You may wish to consult the following resources for additional information on this topic. While these are provided in the hope that they will be useful, please note that we cannot vouch for the accuracy or timeliness of externally hosted materials.

This page was originally published on


Your Feedback Is Important

Let us know if this guide was helpful to you.


Join the conversation.
Read other comments or post your own below. Comments must be respectful, constructive, and relevant to the topic of the guide.
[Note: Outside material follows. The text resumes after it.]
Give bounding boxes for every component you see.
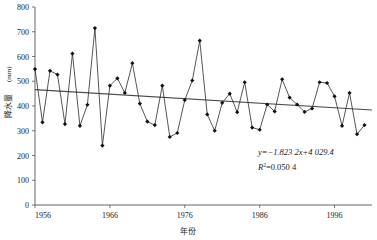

Do not post external links or advertisements. Before posting, consider if your comment would be better addressed by contacting our Support team or asking on our Community Site.
The Disqus commenting system for Linode Docs requires the acceptance of Functional Cookies, which allow us to analyze site usage so we can measure and improve performance. To view and create comments for this article, please update your Cookie Preferences on this website and refresh this web page. Please note: You must have JavaScript enabled in your browser.